I want us to ask, How can we grow at taking our pain to God for healing rather than trying to heal ourselves in ways that are destructive to yourselves and others?
Before we get into it, let’s give a reminder of where we are at because it’s been a bit since we have been in Genesis.
Context
Daniel preached last month on the beginning of this birth story of the twelve tribal heads of Israel. It was a painful story last week and continues to be this week. The geography of where we are at should not be lost on us as it helps us locate where we are in this story.
Jacob is far from home, far from the land God commanded him and his ancestors to go to and only ever commanded them to stay (and never to leave, 26:3). So, Jacob has disobediently returned to the land of his ancestors, running for his life from his brother, married two women (sisters) in a twisted chain of events, and now begins having children with them.
In next week’s passage, he begins his journey home (Gen 30:25) and we will witness the beginning of the restoration of this wayward man. Yet for now, chaos and tragedy reign in his household as he dwells far from his homeland.
With these sad and hard details in mind, let’s get into our passage,
Revelation
9 When Leah saw that she had ceased bearing children, she took her servant Zilpah and gave her to Jacob as a wife. 10 Then Leah’s servant Zilpah bore Jacob a son. 11 And Leah said, “Good fortune has come!” so she called his name Gad. 12 Leah’s servant Zilpah bore Jacob a second son. 13 And Leah said, “Happy am I! For women have called me happy.” So she called his name Asher.
As Jacob and Esau before, these two sisters are in a great conflict with one another.[2] In their struggle, they have resorted to unholy ways of achieving victory and obtaining honor for themselves. In this old culture from the ancient world, the bearing of children was the chief path to honor for a woman.
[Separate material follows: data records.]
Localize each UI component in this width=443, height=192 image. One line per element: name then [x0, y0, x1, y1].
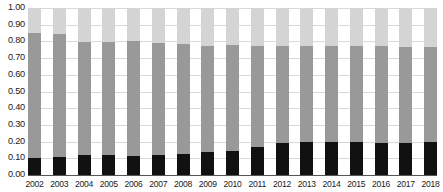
- x-axis-tick-label: 2010: [221, 177, 245, 191]
- bar-series-group: [28, 8, 437, 175]
- bar-segment-middle[interactable]: [28, 33, 41, 158]
- bar-segment-bottom[interactable]: [399, 143, 412, 175]
- bar-column[interactable]: [127, 8, 140, 175]
- bar-segment-top[interactable]: [177, 8, 190, 44]
- bar-segment-bottom[interactable]: [424, 142, 437, 175]
- bar-segment-top[interactable]: [152, 8, 165, 43]
- bar-column[interactable]: [201, 8, 214, 175]
- bar-segment-middle[interactable]: [226, 45, 239, 151]
- bar-segment-middle[interactable]: [78, 42, 91, 155]
- bar-column[interactable]: [177, 8, 190, 175]
- y-axis-tick-label: 0.10: [8, 154, 25, 163]
- bar-segment-top[interactable]: [300, 8, 313, 46]
- bar-column[interactable]: [251, 8, 264, 175]
- bar-column[interactable]: [399, 8, 412, 175]
- bar-column[interactable]: [226, 8, 239, 175]
- bar-segment-middle[interactable]: [201, 46, 214, 153]
- x-axis-tick-label: 2016: [369, 177, 393, 191]
- bar-column[interactable]: [350, 8, 363, 175]
- bar-segment-bottom[interactable]: [276, 143, 289, 175]
- bar-column[interactable]: [375, 8, 388, 175]
- x-axis-tick-label: 2008: [171, 177, 195, 191]
- y-axis-tick-label: 1.00: [8, 3, 25, 12]
- bar-segment-bottom[interactable]: [53, 157, 66, 175]
- bar-segment-bottom[interactable]: [251, 147, 264, 175]
- bar-segment-bottom[interactable]: [375, 143, 388, 175]
- bar-segment-top[interactable]: [399, 8, 412, 47]
- x-axis-tick-label: 2006: [122, 177, 146, 191]
- bar-segment-bottom[interactable]: [28, 158, 41, 175]
- bar-column[interactable]: [28, 8, 41, 175]
- bar-segment-middle[interactable]: [300, 46, 313, 142]
- bar-column[interactable]: [424, 8, 437, 175]
- bar-segment-middle[interactable]: [350, 46, 363, 143]
- bar-segment-bottom[interactable]: [325, 142, 338, 175]
- x-axis-tick-label: 2004: [72, 177, 96, 191]
- bar-segment-middle[interactable]: [102, 42, 115, 155]
- y-axis-tick-label: 0.70: [8, 53, 25, 62]
- bar-segment-bottom[interactable]: [350, 142, 363, 175]
- bar-segment-bottom[interactable]: [201, 152, 214, 175]
- x-axis-tick-label: 2007: [146, 177, 170, 191]
- bar-segment-middle[interactable]: [276, 46, 289, 144]
- bar-column[interactable]: [53, 8, 66, 175]
- bar-segment-top[interactable]: [53, 8, 66, 34]
- bar-segment-middle[interactable]: [375, 46, 388, 143]
- bar-column[interactable]: [300, 8, 313, 175]
- x-axis-tick-label: 2012: [270, 177, 294, 191]
- bar-segment-middle[interactable]: [424, 47, 437, 141]
- y-axis-tick-label: 0.60: [8, 70, 25, 79]
- x-axis-tick-label: 2017: [394, 177, 418, 191]
- y-axis-tick-label: 0.50: [8, 87, 25, 96]
- bar-segment-top[interactable]: [276, 8, 289, 46]
- y-axis-tick-label: 0.30: [8, 120, 25, 129]
- bar-column[interactable]: [78, 8, 91, 175]
- bar-segment-top[interactable]: [28, 8, 41, 33]
- bar-segment-top[interactable]: [350, 8, 363, 46]
- bar-segment-top[interactable]: [127, 8, 140, 41]
- plot-area: [28, 8, 437, 175]
- y-axis-tick-label: 0.20: [8, 137, 25, 146]
- x-axis-tick-label: 2014: [320, 177, 344, 191]
- bar-segment-bottom[interactable]: [127, 156, 140, 175]
- bar-segment-top[interactable]: [226, 8, 239, 45]
- bar-column[interactable]: [276, 8, 289, 175]
- x-axis-tick-label: 2011: [245, 177, 269, 191]
- bar-segment-bottom[interactable]: [226, 151, 239, 175]
- bar-segment-middle[interactable]: [152, 43, 165, 155]
- bar-segment-middle[interactable]: [127, 41, 140, 155]
- bar-segment-top[interactable]: [78, 8, 91, 42]
- bar-segment-bottom[interactable]: [102, 155, 115, 175]
- bar-segment-top[interactable]: [201, 8, 214, 46]
- x-axis-tick-label: 2015: [344, 177, 368, 191]
- bar-segment-top[interactable]: [424, 8, 437, 47]
- x-axis-tick-label: 2005: [97, 177, 121, 191]
- bar-segment-bottom[interactable]: [300, 142, 313, 175]
- bar-segment-bottom[interactable]: [78, 155, 91, 175]
- y-axis-tick-label: 0.40: [8, 104, 25, 113]
- bar-column[interactable]: [325, 8, 338, 175]
- bar-segment-top[interactable]: [251, 8, 264, 46]
- bar-segment-bottom[interactable]: [152, 155, 165, 175]
- x-axis-tick-label: 2018: [419, 177, 443, 191]
- x-axis-tick-label: 2013: [295, 177, 319, 191]
- x-axis-tick-label: 2002: [23, 177, 47, 191]
- x-axis: 2002200320042005200620072008200920102011…: [28, 177, 437, 192]
- bar-column[interactable]: [102, 8, 115, 175]
- x-axis-tick-label: 2009: [196, 177, 220, 191]
- bar-segment-middle[interactable]: [399, 47, 412, 143]
- x-axis-tick-label: 2003: [47, 177, 71, 191]
- y-axis-tick-label: 0.90: [8, 20, 25, 29]
- bar-segment-top[interactable]: [375, 8, 388, 46]
- bar-segment-middle[interactable]: [251, 46, 264, 148]
- bar-segment-middle[interactable]: [177, 44, 190, 154]
- y-axis-tick-label: 0.80: [8, 37, 25, 46]
- bar-segment-top[interactable]: [325, 8, 338, 46]
- bar-segment-top[interactable]: [102, 8, 115, 42]
- bar-segment-middle[interactable]: [325, 46, 338, 143]
- bar-segment-bottom[interactable]: [177, 154, 190, 175]
- axis-baseline: [28, 175, 437, 176]
- bar-segment-middle[interactable]: [53, 34, 66, 158]
- bar-column[interactable]: [152, 8, 165, 175]
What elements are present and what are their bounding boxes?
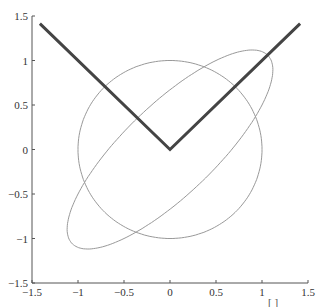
plot-area — [40, 24, 300, 249]
y-tick-label: −1 — [16, 233, 28, 245]
y-tick-label: −0.5 — [8, 188, 28, 200]
x-tick-label: 1.5 — [301, 286, 315, 298]
x-tick-label: 1 — [259, 286, 265, 298]
y-tick-label: 0 — [23, 144, 29, 156]
x-tick-label: 0.5 — [209, 286, 223, 298]
y-tick-label: 0.5 — [14, 99, 28, 111]
y-tick-label: 1 — [23, 55, 29, 67]
x-tick-label: 0 — [167, 286, 173, 298]
x-tick-label: −1 — [72, 286, 84, 298]
x-tick-label: −0.5 — [114, 286, 134, 298]
chart: −1.5−1.5−1−1−0.5−0.5000.50.5111.51.5 [ ] — [0, 0, 325, 307]
y-tick-label: −1.5 — [8, 277, 28, 289]
footer-bracket: [ ] — [268, 296, 278, 307]
y-tick-label: 1.5 — [14, 10, 28, 22]
V-lines-series — [40, 24, 300, 150]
So, when Leah ceases to bear children, it comes as a threat to her own sense of dignity. She was rejected from the beginning of her marriage, since Jacob preferred her sister Rachel (29:31). So, the status she obtained through childbearing was significant for Leah, and the end of it was distressing.
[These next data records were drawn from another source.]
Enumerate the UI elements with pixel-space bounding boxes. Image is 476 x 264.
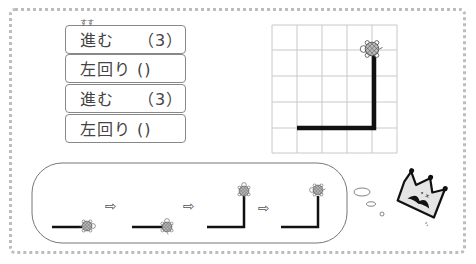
arrow-1: ⇨ [105,198,117,214]
svg-text:›,: ›, [424,219,431,227]
illustration: • × ›, [0,0,476,264]
arrow-3: ⇨ [258,200,270,216]
turtle-icon [360,41,382,58]
turtle-path [297,52,374,128]
arrow-2: ⇨ [183,198,195,214]
crown-character-icon: • × ›, [391,166,450,228]
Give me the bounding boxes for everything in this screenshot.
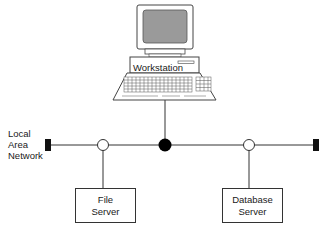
database-server-label-line-1: Database (232, 194, 273, 206)
workstation-label: Workstation (133, 62, 183, 73)
database-server-tap-icon (244, 140, 255, 151)
workstation-tap-icon (159, 139, 172, 152)
network-label-line-3: Network (8, 150, 43, 161)
file-server-label-line-1: File (98, 194, 113, 206)
network-label: Local Area Network (8, 128, 43, 161)
workstation-computer-icon (113, 5, 216, 100)
file-server-label-line-2: Server (92, 206, 120, 218)
file-server-box: File Server (75, 188, 136, 223)
database-server-label-line-2: Server (239, 206, 267, 218)
database-server-box: Database Server (222, 188, 283, 223)
left-terminator-icon (45, 139, 51, 151)
network-label-line-1: Local (8, 128, 43, 139)
file-server-tap-icon (98, 140, 109, 151)
right-terminator-icon (313, 139, 319, 151)
network-label-line-2: Area (8, 139, 43, 150)
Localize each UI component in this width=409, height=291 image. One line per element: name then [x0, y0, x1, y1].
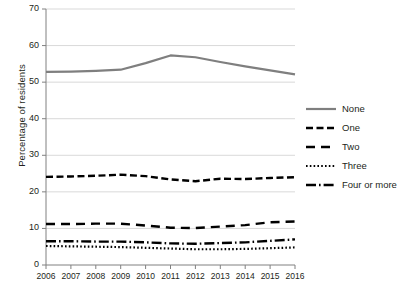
- series-line: [46, 221, 295, 228]
- legend-swatch-icon: [306, 161, 336, 171]
- legend: NoneOneTwoThreeFour or more: [306, 99, 409, 194]
- y-tick-label: 20: [19, 187, 39, 196]
- legend-label: Three: [342, 160, 367, 171]
- legend-item[interactable]: One: [306, 118, 409, 137]
- series-line: [46, 246, 295, 249]
- legend-item[interactable]: Four or more: [306, 175, 409, 194]
- y-tick-label: 70: [19, 4, 39, 13]
- legend-label: Four or more: [342, 179, 397, 190]
- gridlines: [46, 9, 295, 228]
- y-axis-tick-marks: [42, 9, 46, 265]
- legend-swatch-icon: [306, 180, 336, 190]
- x-tick-label: 2016: [280, 272, 310, 281]
- legend-swatch-icon: [306, 123, 336, 133]
- data-series: [46, 55, 295, 249]
- series-line: [46, 55, 295, 74]
- y-tick-label: 0: [19, 260, 39, 269]
- y-tick-label: 60: [19, 41, 39, 50]
- legend-swatch-icon: [306, 142, 336, 152]
- legend-item[interactable]: None: [306, 99, 409, 118]
- x-axis-tick-marks: [46, 265, 295, 269]
- y-tick-label: 10: [19, 223, 39, 232]
- y-tick-label: 30: [19, 150, 39, 159]
- legend-label: One: [342, 122, 360, 133]
- legend-item[interactable]: Three: [306, 156, 409, 175]
- series-line: [46, 239, 295, 243]
- legend-swatch-icon: [306, 104, 336, 114]
- legend-item[interactable]: Two: [306, 137, 409, 156]
- line-chart: Percentage of residents 010203040506070 …: [0, 0, 409, 291]
- legend-label: None: [342, 103, 365, 114]
- y-tick-label: 50: [19, 77, 39, 86]
- legend-label: Two: [342, 141, 359, 152]
- series-line: [46, 175, 295, 182]
- y-tick-label: 40: [19, 114, 39, 123]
Yet, Leah refuses to take her destress to God- there is no mention of prayer or dependence on her part. Her marriage to Jacob started with her deceiving Jacob into thinking she was her sister, and she has not stopped with her scheming and self-dependance.
Her solution is that she will abuse her maidservant Zilpah just like Rachel abused hers (v. 3). She will give her to Jacob as another wife with the sole purpose of producing more offspring on her account. This corruption runs in this family’s line- just as Sarah gave her maidservant Hagar to Abraham out of desperation, Leah does the same.
What a reminder that if we don’t tend to our hearts (Prov 4:23) and deal with our needs in holy ways, our needs will find a way to be met. Chip Dodd has said that undealt with needs deal with us.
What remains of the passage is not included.